The exhibition, William Anastasi: A Retrospective appeared at the NIKOLAJ, Copenhagen Contemporary Art Center from 6 January to 11 March 2001. The museum's website is at: http://www.nikolaj-ccac.dk
Into the Light appeared at the Whitney Museum of American Art, New York City, from 18 October 2001 to 27 January 2002. Visit the museum's website for more information: http://www.whitney.org
Leo Stein (1872 - 1947) brother of the writer Gertrude Stein, was an art collector and critic.
List of Works Pictured:
1. Untitled, 1966 [Six Sites]. Photo silkscreen on canvas, 217 x 400 cm.

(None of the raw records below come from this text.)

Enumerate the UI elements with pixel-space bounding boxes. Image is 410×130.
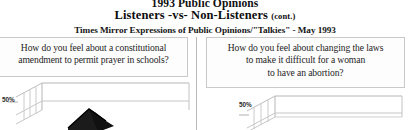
panel-prayer-in-schools: How do you feel about a constitutional a… [0, 33, 195, 130]
chart-left: 50% [0, 80, 195, 130]
slide-title-line-2: Listeners -vs- Non-Listeners (cont.) [0, 9, 410, 24]
slide-subtitle-continued: (cont.) [271, 11, 295, 21]
chart-right-y-axis-label: 50% [239, 101, 252, 108]
chart-right: 50% [203, 91, 410, 130]
chart-left-y-axis-label: 50% [2, 96, 15, 103]
slide-canvas: 1993 Public Opinions Listeners -vs- Non-… [0, 0, 410, 130]
slide-title-block: 1993 Public Opinions Listeners -vs- Non-… [0, 0, 410, 36]
chart-right-graphic [203, 91, 410, 130]
panel-divider [196, 37, 197, 130]
panel-abortion-laws: How do you feel about changing the laws … [203, 33, 410, 130]
question-text-left: How do you feel about a constitutional a… [4, 42, 183, 67]
question-box-left: How do you feel about a constitutional a… [0, 37, 188, 77]
chart-left-graphic [0, 80, 195, 130]
question-text-right: How do you feel about changing the laws … [211, 42, 400, 79]
question-box-right: How do you feel about changing the laws … [206, 37, 405, 88]
slide-subtitle-main: Listeners -vs- Non-Listeners [115, 8, 268, 22]
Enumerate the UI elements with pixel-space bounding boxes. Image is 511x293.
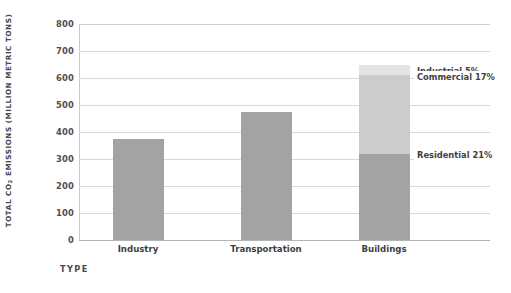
y-tick-100: 100 — [34, 208, 74, 218]
bar-buildings — [359, 65, 410, 240]
x-tick-industry: Industry — [78, 244, 198, 254]
y-tick-400: 400 — [34, 127, 74, 137]
bar-transportation — [241, 112, 292, 240]
gridline-800 — [79, 24, 490, 25]
bar-segment-residential — [113, 139, 164, 240]
plot-area — [79, 24, 490, 240]
y-tick-800: 800 — [34, 19, 74, 29]
x-tick-buildings: Buildings — [324, 244, 444, 254]
y-axis-title: TOTAL CO2 EMISSIONS (MILLION METRIC TONS… — [0, 0, 18, 240]
bar-segment-commercial — [359, 75, 410, 153]
gridline-700 — [79, 51, 490, 52]
y-axis-title-suffix: EMISSIONS (MILLION METRIC TONS) — [5, 13, 14, 178]
y-tick-200: 200 — [34, 181, 74, 191]
annotation-commercial: Commercial 17% — [414, 71, 497, 83]
y-tick-600: 600 — [34, 73, 74, 83]
y-axis-title-subscript: 2 — [8, 179, 14, 183]
y-tick-700: 700 — [34, 46, 74, 56]
x-axis-title: TYPE — [60, 264, 89, 274]
y-tick-300: 300 — [34, 154, 74, 164]
bar-segment-residential — [241, 112, 292, 240]
bar-industry — [113, 139, 164, 240]
co2-emissions-bar-chart: TOTAL CO2 EMISSIONS (MILLION METRIC TONS… — [0, 0, 511, 293]
gridline-500 — [79, 105, 490, 106]
bar-segment-industrial — [359, 65, 410, 76]
y-axis-title-prefix: TOTAL CO — [5, 183, 14, 227]
x-tick-transportation: Transportation — [206, 244, 326, 254]
annotation-residential: Residential 21% — [414, 149, 494, 161]
y-tick-0: 0 — [34, 235, 74, 245]
x-axis-line — [79, 240, 490, 241]
bar-segment-residential — [359, 154, 410, 240]
y-tick-500: 500 — [34, 100, 74, 110]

Installation view, West Wall, Main Gallery, Dwan Gallery New York City, 1966.
2. Passion, 1966-94. Photo murals on paper, dimensions variable depending on site. Installation view, Lund, Sweden, 1994.
3. Trespass, 1966. Wall removal, 43 x 36 cm. Collection of Merce Cunningham, New York City.
4. Subway Drawing, 1985. Paper, pencil, 19 x 28 cm.
5. Without title, 1987. Photo mural, acrylic, graphite, 220 x 137 cm. Collection of Mr. and Mrs. Ronald Lauder, New York City.
6. Man, 1969. Wood, wool, 174 x 99 cm.
7. Assumption, 1988. Mixed media, 37 x 26 x 12 inches.
8. Autobodyography, Right profile, 1994. Silver gelatin print, 57 x 36 cm.
Autobodyography, Left profile, 1994. Silver gelatin print, 67 x 25 cm.